This was a survey paper for glyphs. It collected a good number of guidelines, which should ideally be examined and discussed in detail in this forum.
The following discussions are NOT guidelines but some speculations based on my experience of 3D visualization and my knowledge of perception.
Back to your question, perhaps one needs to consider the main visual channel(s) and a secondary channel for continuity or alike. For example, would the main visual channel show a long tube if the object is continuous (i.e., the secondary channel opacity alpha§ = opaque for all p, where p is a point on a path? OR is it a set of discrete objects such as spheres or irregular shapes.
In VR, 3D shading is expected to provide some visual cues for opaque objects as different objects at the overlapping parts in a view will be shown with discontinuous shading. When a viewer moves his/her head slightly (i.e., motion parallax), the discontinuous patterns changes, offering self-error correction in depth and continuity perception [Chen & Jaenicke, TVCG, 2010]. Irregular shapes exhibit more variations of discontinuous patterns than randomly placed tube segments, which have more variations than spheres. Spheres have more of such variations than segments of tubes parallelly along the same path.
With head movement, specular highlighting may offer additional visual cues as it is view-dependent in addition to light-dependent.Furthermore, the signals and the changes of discontinuous patterns can be further strengthened using relatively continuous and predictable texture mapping such as line-patterns, wood effects, etc.
The challenge is perhaps with translucent objects, especially amorphous objects without an outer surface layer in volume rendering. Perhaps I should let other colleagues to help find a solution.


▶ [Work to be completed]: The answer must be an exact copy of the entries that follow, with all images removed.

START Source data

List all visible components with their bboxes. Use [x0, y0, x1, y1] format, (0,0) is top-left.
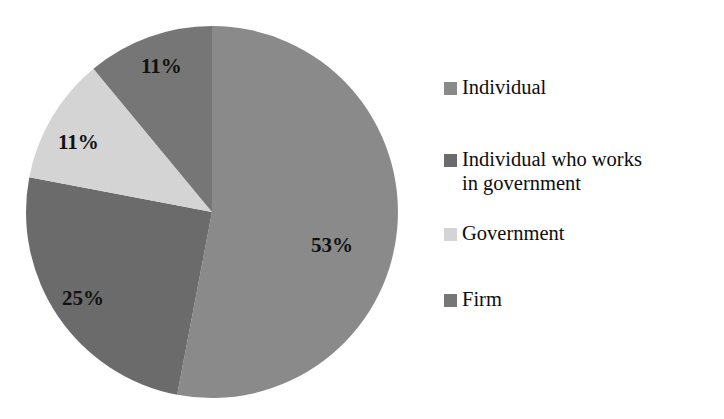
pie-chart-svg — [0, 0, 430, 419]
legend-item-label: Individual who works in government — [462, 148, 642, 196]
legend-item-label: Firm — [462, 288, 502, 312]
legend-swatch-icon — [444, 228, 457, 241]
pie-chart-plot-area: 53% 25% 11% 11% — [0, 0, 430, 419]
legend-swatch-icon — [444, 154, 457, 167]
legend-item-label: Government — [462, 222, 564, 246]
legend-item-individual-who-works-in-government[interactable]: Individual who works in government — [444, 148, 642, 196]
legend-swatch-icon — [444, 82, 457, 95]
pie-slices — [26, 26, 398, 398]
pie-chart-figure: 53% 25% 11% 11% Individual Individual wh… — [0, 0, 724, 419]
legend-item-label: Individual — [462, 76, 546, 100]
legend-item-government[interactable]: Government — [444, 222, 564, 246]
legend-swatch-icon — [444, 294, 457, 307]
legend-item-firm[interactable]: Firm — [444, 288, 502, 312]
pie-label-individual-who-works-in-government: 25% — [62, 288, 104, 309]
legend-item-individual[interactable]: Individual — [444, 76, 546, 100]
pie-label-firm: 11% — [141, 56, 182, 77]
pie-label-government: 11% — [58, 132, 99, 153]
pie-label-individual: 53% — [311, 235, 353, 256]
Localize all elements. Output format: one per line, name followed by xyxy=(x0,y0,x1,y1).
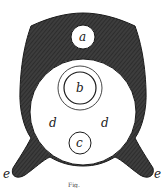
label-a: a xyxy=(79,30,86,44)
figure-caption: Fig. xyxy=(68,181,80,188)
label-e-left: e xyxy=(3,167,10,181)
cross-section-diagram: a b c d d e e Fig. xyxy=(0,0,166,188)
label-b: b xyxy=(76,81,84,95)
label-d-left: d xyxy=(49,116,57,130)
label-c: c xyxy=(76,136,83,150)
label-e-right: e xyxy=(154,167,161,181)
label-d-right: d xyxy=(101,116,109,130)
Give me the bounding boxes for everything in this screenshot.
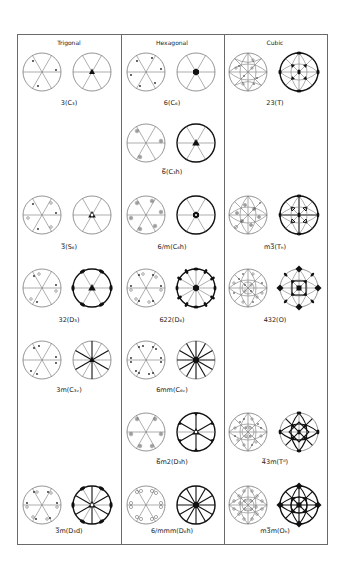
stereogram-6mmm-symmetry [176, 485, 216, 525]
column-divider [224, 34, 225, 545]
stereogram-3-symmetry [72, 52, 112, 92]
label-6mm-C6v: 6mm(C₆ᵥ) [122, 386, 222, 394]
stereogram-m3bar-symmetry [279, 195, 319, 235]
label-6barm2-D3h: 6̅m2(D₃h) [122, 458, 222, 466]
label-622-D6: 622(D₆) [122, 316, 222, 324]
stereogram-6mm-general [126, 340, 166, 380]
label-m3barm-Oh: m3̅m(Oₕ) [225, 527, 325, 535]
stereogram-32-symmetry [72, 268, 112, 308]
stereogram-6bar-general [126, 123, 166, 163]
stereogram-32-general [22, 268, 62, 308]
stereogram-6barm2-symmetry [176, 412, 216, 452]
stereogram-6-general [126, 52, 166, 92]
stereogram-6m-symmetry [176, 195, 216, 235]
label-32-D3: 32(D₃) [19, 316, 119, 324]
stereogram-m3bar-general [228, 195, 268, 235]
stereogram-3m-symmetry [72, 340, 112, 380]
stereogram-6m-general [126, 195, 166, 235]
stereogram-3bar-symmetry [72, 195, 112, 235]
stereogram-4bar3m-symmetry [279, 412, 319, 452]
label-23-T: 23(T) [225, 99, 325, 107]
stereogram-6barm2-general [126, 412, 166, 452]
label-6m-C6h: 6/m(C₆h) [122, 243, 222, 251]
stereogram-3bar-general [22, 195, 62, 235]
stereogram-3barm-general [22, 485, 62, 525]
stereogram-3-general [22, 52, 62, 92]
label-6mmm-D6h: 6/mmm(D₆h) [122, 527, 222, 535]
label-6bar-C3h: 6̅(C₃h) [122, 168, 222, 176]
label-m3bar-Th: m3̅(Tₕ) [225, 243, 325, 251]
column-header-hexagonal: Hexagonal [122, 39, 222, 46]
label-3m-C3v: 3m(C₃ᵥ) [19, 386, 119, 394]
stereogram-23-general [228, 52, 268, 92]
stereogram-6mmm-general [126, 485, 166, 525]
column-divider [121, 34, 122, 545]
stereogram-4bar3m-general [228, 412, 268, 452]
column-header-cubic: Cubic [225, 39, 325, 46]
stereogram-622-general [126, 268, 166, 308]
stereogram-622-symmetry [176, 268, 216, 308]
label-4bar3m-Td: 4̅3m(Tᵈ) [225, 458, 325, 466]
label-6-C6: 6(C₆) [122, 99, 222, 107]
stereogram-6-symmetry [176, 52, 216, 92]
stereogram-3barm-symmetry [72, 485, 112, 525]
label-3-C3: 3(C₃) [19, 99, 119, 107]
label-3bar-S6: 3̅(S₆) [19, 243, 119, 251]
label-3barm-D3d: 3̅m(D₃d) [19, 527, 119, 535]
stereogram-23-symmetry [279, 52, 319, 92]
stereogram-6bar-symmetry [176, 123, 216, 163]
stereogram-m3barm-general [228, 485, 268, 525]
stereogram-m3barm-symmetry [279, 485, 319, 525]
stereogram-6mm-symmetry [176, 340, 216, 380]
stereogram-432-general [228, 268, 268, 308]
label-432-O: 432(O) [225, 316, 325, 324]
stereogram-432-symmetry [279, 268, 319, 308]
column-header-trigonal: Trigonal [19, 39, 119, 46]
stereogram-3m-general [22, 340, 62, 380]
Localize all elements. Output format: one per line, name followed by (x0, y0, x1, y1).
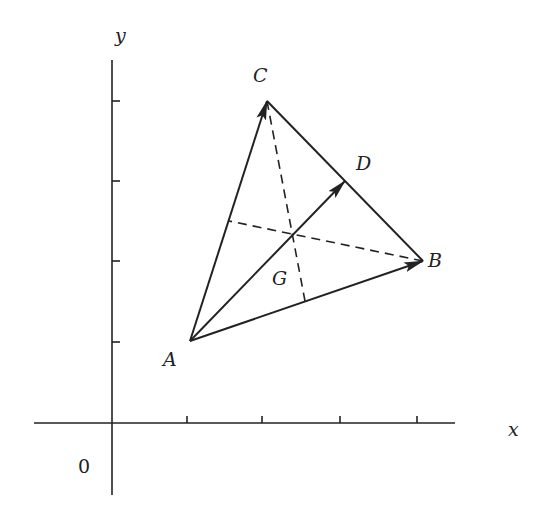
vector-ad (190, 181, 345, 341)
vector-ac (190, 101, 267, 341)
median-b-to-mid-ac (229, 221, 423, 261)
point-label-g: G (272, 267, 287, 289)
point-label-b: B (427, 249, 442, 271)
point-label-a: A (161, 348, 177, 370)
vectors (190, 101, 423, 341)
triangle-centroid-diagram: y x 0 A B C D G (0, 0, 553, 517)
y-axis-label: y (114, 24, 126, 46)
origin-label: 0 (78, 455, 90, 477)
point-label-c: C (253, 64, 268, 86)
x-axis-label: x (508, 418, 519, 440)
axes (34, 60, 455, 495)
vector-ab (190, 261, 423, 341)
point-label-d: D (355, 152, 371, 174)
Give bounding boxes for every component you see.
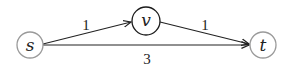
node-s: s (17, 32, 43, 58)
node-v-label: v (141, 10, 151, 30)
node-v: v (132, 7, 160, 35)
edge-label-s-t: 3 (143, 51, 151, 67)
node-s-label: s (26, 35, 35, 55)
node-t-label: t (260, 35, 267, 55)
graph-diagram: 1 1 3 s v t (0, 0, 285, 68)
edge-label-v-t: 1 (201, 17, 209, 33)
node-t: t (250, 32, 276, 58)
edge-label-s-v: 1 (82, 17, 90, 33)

END Source data

▶ [Your solution]:
List all visible components with their bboxes. Use [x0, y0, x1, y1] format, (0,0) is top-left.
pie-chart-svg — [0, 0, 430, 419]
legend-item-label: Individual who works in government — [462, 148, 642, 196]
legend-item-label: Firm — [462, 288, 502, 312]
legend-swatch-icon — [444, 228, 457, 241]
pie-chart-plot-area: 53% 25% 11% 11% — [0, 0, 430, 419]
legend-swatch-icon — [444, 154, 457, 167]
legend-item-label: Government — [462, 222, 564, 246]
legend-item-individual-who-works-in-government[interactable]: Individual who works in government — [444, 148, 642, 196]
legend-swatch-icon — [444, 82, 457, 95]
pie-slices — [26, 26, 398, 398]
pie-chart-figure: 53% 25% 11% 11% Individual Individual wh… — [0, 0, 724, 419]
legend-item-label: Individual — [462, 76, 546, 100]
legend-item-government[interactable]: Government — [444, 222, 564, 246]
legend-swatch-icon — [444, 294, 457, 307]
legend-item-firm[interactable]: Firm — [444, 288, 502, 312]
pie-label-individual-who-works-in-government: 25% — [62, 288, 104, 309]
legend-item-individual[interactable]: Individual — [444, 76, 546, 100]
pie-label-firm: 11% — [141, 56, 182, 77]
pie-label-government: 11% — [58, 132, 99, 153]
pie-label-individual: 53% — [311, 235, 353, 256]
Localize all elements. Output format: one per line, name followed by xyxy=(x0,y0,x1,y1).
label-a: a xyxy=(79,30,86,44)
figure-caption: Fig. xyxy=(68,181,80,188)
label-e-left: e xyxy=(3,167,10,181)
cross-section-diagram: a b c d d e e Fig. xyxy=(0,0,166,188)
label-b: b xyxy=(76,81,84,95)
label-d-left: d xyxy=(49,116,57,130)
label-c: c xyxy=(76,136,83,150)
label-e-right: e xyxy=(154,167,161,181)
label-d-right: d xyxy=(101,116,109,130)
Give me the bounding boxes for everything in this screenshot.
stereogram-6mmm-symmetry [176, 485, 216, 525]
column-divider [224, 34, 225, 545]
stereogram-3-symmetry [72, 52, 112, 92]
label-6mm-C6v: 6mm(C₆ᵥ) [122, 386, 222, 394]
stereogram-m3bar-symmetry [279, 195, 319, 235]
label-6barm2-D3h: 6̅m2(D₃h) [122, 458, 222, 466]
label-622-D6: 622(D₆) [122, 316, 222, 324]
stereogram-6mm-general [126, 340, 166, 380]
label-m3barm-Oh: m3̅m(Oₕ) [225, 527, 325, 535]
stereogram-32-symmetry [72, 268, 112, 308]
stereogram-6bar-general [126, 123, 166, 163]
stereogram-32-general [22, 268, 62, 308]
stereogram-6barm2-symmetry [176, 412, 216, 452]
stereogram-6-general [126, 52, 166, 92]
stereogram-6m-symmetry [176, 195, 216, 235]
label-32-D3: 32(D₃) [19, 316, 119, 324]
stereogram-m3bar-general [228, 195, 268, 235]
stereogram-3m-symmetry [72, 340, 112, 380]
stereogram-6m-general [126, 195, 166, 235]
stereogram-3bar-symmetry [72, 195, 112, 235]
stereogram-4bar3m-symmetry [279, 412, 319, 452]
label-23-T: 23(T) [225, 99, 325, 107]
stereogram-6barm2-general [126, 412, 166, 452]
label-6m-C6h: 6/m(C₆h) [122, 243, 222, 251]
stereogram-3bar-general [22, 195, 62, 235]
stereogram-3barm-general [22, 485, 62, 525]
stereogram-3-general [22, 52, 62, 92]
label-6mmm-D6h: 6/mmm(D₆h) [122, 527, 222, 535]
label-6bar-C3h: 6̅(C₃h) [122, 168, 222, 176]
label-m3bar-Th: m3̅(Tₕ) [225, 243, 325, 251]
column-header-hexagonal: Hexagonal [122, 39, 222, 46]
label-3m-C3v: 3m(C₃ᵥ) [19, 386, 119, 394]
stereogram-23-general [228, 52, 268, 92]
stereogram-6mmm-general [126, 485, 166, 525]
column-divider [121, 34, 122, 545]
stereogram-4bar3m-general [228, 412, 268, 452]
column-header-cubic: Cubic [225, 39, 325, 46]
stereogram-622-general [126, 268, 166, 308]
stereogram-622-symmetry [176, 268, 216, 308]
label-4bar3m-Td: 4̅3m(Tᵈ) [225, 458, 325, 466]
label-6-C6: 6(C₆) [122, 99, 222, 107]
stereogram-6-symmetry [176, 52, 216, 92]
stereogram-3barm-symmetry [72, 485, 112, 525]
label-3-C3: 3(C₃) [19, 99, 119, 107]
label-3bar-S6: 3̅(S₆) [19, 243, 119, 251]
label-3barm-D3d: 3̅m(D₃d) [19, 527, 119, 535]
stereogram-23-symmetry [279, 52, 319, 92]
stereogram-6bar-symmetry [176, 123, 216, 163]
stereogram-m3barm-general [228, 485, 268, 525]
stereogram-m3barm-symmetry [279, 485, 319, 525]
stereogram-6mm-symmetry [176, 340, 216, 380]
stereogram-432-general [228, 268, 268, 308]
label-432-O: 432(O) [225, 316, 325, 324]
stereogram-432-symmetry [279, 268, 319, 308]
column-header-trigonal: Trigonal [19, 39, 119, 46]
stereogram-3m-general [22, 340, 62, 380]
Localize all elements. Output format: one per line, name followed by (x0, y0, x1, y1).
vector-ad (190, 181, 345, 341)
vector-ac (190, 101, 267, 341)
median-b-to-mid-ac (229, 221, 423, 261)
point-label-g: G (272, 267, 287, 289)
point-label-b: B (427, 249, 442, 271)
point-label-a: A (161, 348, 177, 370)
vectors (190, 101, 423, 341)
triangle-centroid-diagram: y x 0 A B C D G (0, 0, 553, 517)
y-axis-label: y (114, 24, 126, 46)
origin-label: 0 (78, 455, 90, 477)
point-label-c: C (253, 64, 268, 86)
x-axis-label: x (508, 418, 519, 440)
axes (34, 60, 455, 495)
vector-ab (190, 261, 423, 341)
point-label-d: D (355, 152, 371, 174)
Give bounding boxes for every component you see.
node-s: s (17, 32, 43, 58)
node-v-label: v (141, 10, 151, 30)
node-v: v (132, 7, 160, 35)
edge-label-s-t: 3 (143, 51, 151, 67)
node-s-label: s (26, 35, 35, 55)
node-t-label: t (260, 35, 267, 55)
graph-diagram: 1 1 3 s v t (0, 0, 285, 68)
edge-label-v-t: 1 (201, 17, 209, 33)
node-t: t (250, 32, 276, 58)
edge-label-s-v: 1 (82, 17, 90, 33)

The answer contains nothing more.